Forest Service and Baker City officials have talked for many years about the threat wildfire poses to the watershed, most of which is densely forested. The area, on the east slopes of the Elkhorn Mountains west of town, is public property but most of the watershed is closed to the public. The city allows limited access for hunters when the fire danger isn’t extreme, and one open road, leading to Marble Creek Pass, runs through the watershed.
The forests in parts of the watershed are types where wildfires have historically been infrequent, but when they do burn they tend to be severe. Cikanek said there hasn’t been a large fire in the watershed since the 1880s. And when researchers studied old fire-scarred trees in the watershed in the mid 1990s, they concluded that such a blaze, based on past intervals, is overdue.

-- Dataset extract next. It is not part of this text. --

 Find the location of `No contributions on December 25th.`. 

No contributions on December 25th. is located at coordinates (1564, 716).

Fortunately the watershed is not only close to Baker City, where the Wallowa-Whitman has firefighters stationed, but it’s visible from most of the valley, so when a fire does start — typically sparked by lightning — the smoke is seen, and reported, quickly. Fire crews have rapidly doused every blaze in the watershed over the past several decades.

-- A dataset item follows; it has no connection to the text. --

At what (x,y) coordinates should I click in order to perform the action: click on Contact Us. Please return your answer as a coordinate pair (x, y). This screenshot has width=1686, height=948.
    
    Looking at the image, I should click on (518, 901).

But the risk remains. And the danger continues to increase as climate change results in longer, more severe fire seasons.
Wallowa-Whitman officials intend to curb that risk through a variety of tactics, with two chief goals. The first is to reduce the chances that a fire will spread into the watershed from outside its boundaries. The second is to give firefighters a better chance to confine a fire inside the watershed to no more than a few drainages. The latter goal is vital because the city diverts water from a dozen streams and springs. The fewer of those sources affected by a fire, the more likely the city could still have a sufficient supply while the burned drainages are healing — particularly with the city’s second backup well coming online later this year.
The Wallowa-Whitman proposes to achieve these goals through a combination of cutting trees — including commercial logging, primarily outside the watershed itself — and prescribed burning to reduce the amount of combustible stuff. A key component of the plan inside the watershed is to create fire breaks — swathes where the number of trees and amount of ground litter are both substantially reduced — along the tops of the ridges that divide major streams such as Elk, Salmon, Marble and Mill creeks. Fire crews could use these fire breaks as anchors, a sort of no man’s land where flames could be stopped.
Like all cities, Baker City needs a reliable water supply. Wildfire is one of the biggest threats to that supply, which makes the Wallowa-Whitman’s watershed project both crucial and most welcome.